New Perspectives on the Haskalah


Book Description

Revises our understanding of the relationship between the Haskalah, Orthodoxy, and hasidism, reassesses the role of key individuals in the movement, and offers a new, more nuanced, definition of the Haskalah. Should be of interest to all students of modern Jewish history, literature, and culture in eighteenth-century Germany and eastern Europe in the nineteenth century.




The Elements of Morality


Book Description







Adolescents and Morality


Book Description

The groundbreaking works in The Sociology of Youth and Adolescence set of the International Library of Sociology led the way to an authoritative understanding of how social interaction moulded young people. Careful observation of vulnerable and troubled children helped the leading sociologists, whose works are included in this set, to investigate how aggression, discipline, the struggle for recognition and the need to rebel shaped the personalities of the young. These are important texts for practitioners, students and teachers in health and social welfare.




The Elements of Morality, Including Polity


Book Description

Reprint of the original, first published in 1845.







Reading Prisoners


Book Description

Shining new light on early American prison literature—from its origins in last words, dying warnings, and gallows literature to its later works of autobiography, exposé, and imaginative literature—Reading Prisoners weaves together insights about the rise of the early American penitentiary, the history of early American literacy instruction, and the transformation of crime writing in the “long” eighteenth century. Looking first at colonial America—an era often said to devalue jailhouse literacy—Jodi Schorb reveals that in fact this era launched the literate prisoner into public prominence. Criminal confessions published between 1700 and 1740, she shows, were crucial “literacy events” that sparked widespread public fascination with the reading habits of the condemned, consistent with the evangelical revivalism that culminated in the first Great Awakening. By century’s end, narratives by condemned criminals helped an audience of new writers navigate the perils and promises of expanded literacy. Schorb takes us off the scaffold and inside the private world of the first penitentiaries—such as Philadelphia’s Walnut Street Prison and New York’s Newgate, Auburn, and Sing Sing. She unveils the long and contentious struggle over the value of prisoner education that ultimately led to sporadic efforts to supply prisoners with books and education. Indeed, a new philosophy emerged, one that argued that prisoners were best served by silence and hard labor, not by reading and writing—a stance that a new generation of convict authors vociferously protested. The staggering rise of mass incarceration in America since the 1970s has brought the issue of prisoner rehabilitation once again to the fore. Reading Prisoners offers vital background to the ongoing, crucial debates over the benefits of prisoner education.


Copy out all the lines in the records that include the word "strong".

-------

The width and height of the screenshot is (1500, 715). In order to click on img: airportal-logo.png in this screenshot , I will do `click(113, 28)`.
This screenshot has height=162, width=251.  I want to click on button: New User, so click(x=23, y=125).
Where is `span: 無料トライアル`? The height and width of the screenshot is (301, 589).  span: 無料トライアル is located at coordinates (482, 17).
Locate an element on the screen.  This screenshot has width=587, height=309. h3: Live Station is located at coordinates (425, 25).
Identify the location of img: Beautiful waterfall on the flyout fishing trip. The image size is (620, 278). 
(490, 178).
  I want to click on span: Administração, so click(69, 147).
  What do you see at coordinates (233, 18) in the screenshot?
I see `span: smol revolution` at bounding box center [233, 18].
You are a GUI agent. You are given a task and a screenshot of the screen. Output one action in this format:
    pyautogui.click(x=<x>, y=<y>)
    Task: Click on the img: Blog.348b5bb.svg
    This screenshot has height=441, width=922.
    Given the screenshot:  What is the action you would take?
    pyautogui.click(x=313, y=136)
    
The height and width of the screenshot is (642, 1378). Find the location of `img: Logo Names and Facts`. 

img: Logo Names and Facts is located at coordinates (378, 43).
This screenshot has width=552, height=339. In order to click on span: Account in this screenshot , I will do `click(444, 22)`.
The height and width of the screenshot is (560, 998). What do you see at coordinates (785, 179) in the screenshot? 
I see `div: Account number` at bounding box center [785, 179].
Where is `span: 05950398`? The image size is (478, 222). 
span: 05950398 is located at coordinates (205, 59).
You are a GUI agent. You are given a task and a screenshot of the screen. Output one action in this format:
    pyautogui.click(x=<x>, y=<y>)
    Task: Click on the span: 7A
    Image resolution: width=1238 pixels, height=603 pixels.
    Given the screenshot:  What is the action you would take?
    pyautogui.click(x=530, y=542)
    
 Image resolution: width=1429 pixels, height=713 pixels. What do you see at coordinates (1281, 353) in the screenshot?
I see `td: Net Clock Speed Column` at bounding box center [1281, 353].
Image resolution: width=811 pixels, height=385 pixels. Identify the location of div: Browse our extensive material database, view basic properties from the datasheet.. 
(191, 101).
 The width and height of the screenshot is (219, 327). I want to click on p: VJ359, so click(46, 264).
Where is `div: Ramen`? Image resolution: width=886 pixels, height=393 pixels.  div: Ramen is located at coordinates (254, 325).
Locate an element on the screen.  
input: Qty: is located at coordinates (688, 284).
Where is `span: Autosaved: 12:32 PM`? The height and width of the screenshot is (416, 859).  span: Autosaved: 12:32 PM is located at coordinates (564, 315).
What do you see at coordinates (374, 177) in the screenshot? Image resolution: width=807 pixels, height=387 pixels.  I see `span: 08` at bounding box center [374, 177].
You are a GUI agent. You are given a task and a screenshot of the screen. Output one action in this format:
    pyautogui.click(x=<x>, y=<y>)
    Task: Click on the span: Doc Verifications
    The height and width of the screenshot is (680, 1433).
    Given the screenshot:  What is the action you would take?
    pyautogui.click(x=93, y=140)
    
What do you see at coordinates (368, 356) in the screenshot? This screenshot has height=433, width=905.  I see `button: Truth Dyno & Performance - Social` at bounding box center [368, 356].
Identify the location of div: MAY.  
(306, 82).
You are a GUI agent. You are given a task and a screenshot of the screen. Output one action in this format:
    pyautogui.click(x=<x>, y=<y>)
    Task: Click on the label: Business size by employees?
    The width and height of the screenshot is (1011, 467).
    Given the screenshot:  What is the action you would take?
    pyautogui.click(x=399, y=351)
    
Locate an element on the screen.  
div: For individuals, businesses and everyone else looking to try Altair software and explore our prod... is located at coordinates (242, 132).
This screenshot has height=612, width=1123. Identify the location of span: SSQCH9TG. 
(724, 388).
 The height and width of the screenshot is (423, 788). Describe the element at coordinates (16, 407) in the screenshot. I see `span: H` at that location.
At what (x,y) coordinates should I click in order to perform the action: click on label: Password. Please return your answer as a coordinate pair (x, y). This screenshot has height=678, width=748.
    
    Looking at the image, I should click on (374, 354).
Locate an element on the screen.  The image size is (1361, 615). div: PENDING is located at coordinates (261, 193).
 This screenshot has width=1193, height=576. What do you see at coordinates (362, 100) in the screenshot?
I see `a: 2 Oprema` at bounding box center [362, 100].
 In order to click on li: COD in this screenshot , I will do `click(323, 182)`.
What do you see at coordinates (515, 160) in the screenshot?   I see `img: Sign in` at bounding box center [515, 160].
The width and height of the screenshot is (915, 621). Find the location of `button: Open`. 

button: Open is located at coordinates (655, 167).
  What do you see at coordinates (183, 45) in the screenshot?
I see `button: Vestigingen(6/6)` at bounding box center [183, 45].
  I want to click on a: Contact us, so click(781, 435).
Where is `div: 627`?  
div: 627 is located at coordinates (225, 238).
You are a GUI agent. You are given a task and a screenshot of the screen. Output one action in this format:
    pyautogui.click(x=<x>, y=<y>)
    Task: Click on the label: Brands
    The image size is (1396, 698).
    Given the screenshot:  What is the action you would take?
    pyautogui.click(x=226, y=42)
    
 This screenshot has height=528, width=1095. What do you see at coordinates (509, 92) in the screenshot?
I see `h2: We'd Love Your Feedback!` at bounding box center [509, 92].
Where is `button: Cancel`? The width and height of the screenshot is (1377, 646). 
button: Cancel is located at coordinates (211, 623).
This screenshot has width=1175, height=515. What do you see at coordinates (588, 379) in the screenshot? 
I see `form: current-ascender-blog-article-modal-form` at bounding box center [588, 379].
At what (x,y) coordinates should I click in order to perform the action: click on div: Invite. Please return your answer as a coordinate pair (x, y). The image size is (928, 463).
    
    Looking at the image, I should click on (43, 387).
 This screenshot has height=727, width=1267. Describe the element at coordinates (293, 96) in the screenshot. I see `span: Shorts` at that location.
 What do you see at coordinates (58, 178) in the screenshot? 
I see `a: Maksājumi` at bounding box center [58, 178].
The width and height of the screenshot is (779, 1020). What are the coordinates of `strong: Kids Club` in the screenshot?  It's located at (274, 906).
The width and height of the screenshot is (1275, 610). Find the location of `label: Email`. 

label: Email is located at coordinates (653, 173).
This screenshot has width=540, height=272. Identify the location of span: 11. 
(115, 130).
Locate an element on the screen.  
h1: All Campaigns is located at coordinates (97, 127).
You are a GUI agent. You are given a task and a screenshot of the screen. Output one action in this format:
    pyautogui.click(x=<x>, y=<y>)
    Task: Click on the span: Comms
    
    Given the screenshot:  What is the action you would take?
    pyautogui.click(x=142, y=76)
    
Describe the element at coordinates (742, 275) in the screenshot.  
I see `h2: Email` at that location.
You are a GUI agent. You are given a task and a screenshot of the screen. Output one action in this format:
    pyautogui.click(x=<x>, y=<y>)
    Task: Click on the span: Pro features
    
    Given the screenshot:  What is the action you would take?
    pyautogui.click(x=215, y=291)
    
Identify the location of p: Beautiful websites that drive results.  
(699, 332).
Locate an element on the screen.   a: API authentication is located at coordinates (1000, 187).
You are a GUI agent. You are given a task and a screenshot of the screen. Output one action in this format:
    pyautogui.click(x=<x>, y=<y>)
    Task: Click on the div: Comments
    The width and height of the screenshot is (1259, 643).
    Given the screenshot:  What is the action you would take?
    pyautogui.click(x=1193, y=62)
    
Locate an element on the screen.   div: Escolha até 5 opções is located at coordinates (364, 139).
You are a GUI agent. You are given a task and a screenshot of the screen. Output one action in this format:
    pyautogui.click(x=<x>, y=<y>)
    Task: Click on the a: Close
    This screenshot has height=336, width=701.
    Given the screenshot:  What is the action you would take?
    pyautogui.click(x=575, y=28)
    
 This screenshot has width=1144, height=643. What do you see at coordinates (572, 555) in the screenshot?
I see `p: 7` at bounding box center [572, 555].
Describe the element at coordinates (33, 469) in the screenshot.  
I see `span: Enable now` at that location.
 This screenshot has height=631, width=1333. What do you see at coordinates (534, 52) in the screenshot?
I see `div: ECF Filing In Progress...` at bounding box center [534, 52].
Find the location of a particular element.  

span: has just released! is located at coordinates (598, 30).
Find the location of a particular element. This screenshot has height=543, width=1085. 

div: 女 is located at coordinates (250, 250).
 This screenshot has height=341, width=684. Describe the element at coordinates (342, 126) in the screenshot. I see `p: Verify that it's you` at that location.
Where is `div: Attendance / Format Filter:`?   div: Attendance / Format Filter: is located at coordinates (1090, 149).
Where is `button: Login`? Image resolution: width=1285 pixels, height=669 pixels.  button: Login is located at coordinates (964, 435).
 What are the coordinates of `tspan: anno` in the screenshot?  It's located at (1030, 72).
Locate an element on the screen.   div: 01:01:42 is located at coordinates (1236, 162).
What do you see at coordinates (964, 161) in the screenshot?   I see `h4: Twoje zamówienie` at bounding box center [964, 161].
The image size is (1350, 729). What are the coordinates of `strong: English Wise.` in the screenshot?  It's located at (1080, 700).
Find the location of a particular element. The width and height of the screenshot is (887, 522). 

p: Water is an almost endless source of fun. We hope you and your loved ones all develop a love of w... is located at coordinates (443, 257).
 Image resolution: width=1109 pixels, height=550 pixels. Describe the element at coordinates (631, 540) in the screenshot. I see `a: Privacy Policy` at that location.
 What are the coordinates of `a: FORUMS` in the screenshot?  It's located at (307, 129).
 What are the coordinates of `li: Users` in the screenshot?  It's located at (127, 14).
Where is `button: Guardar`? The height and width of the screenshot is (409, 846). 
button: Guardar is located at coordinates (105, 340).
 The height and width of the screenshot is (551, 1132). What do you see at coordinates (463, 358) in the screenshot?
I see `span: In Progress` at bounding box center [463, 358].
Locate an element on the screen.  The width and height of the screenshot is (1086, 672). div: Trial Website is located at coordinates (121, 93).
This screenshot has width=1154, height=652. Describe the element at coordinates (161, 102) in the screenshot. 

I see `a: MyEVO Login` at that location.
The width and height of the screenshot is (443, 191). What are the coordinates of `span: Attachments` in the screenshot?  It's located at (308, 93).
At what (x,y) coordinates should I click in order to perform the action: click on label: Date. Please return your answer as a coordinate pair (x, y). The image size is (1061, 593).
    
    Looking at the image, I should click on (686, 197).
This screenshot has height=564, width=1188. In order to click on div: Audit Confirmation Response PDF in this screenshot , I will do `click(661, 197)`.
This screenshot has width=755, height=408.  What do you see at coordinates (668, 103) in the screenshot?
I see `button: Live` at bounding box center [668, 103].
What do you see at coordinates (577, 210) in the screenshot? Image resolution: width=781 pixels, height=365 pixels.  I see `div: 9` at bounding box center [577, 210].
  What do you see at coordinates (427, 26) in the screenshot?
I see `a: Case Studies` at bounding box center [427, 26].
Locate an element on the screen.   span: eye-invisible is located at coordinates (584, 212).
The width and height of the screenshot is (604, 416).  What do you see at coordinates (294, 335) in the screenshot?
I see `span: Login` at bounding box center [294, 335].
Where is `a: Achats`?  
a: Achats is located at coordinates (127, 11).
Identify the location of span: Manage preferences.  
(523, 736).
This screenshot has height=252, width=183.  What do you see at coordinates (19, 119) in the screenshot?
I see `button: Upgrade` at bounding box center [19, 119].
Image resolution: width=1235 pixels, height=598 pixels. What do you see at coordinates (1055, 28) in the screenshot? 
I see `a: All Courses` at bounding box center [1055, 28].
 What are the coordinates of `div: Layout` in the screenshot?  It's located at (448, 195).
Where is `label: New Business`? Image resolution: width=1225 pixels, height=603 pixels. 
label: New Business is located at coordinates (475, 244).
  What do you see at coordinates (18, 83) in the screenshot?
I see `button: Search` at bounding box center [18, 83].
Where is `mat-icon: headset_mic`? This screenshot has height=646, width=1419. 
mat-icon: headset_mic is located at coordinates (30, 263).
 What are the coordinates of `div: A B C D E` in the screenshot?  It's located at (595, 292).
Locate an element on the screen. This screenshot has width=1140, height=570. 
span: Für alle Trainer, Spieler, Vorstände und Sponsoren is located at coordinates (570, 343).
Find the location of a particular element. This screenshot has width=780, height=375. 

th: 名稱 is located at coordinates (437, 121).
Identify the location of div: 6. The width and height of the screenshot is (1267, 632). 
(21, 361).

-------

- Your response:
The width and height of the screenshot is (779, 1020). What are the coordinates of `strong: Kids Club` in the screenshot?  It's located at (274, 906).
The image size is (1350, 729). What are the coordinates of `strong: English Wise.` in the screenshot?  It's located at (1080, 700).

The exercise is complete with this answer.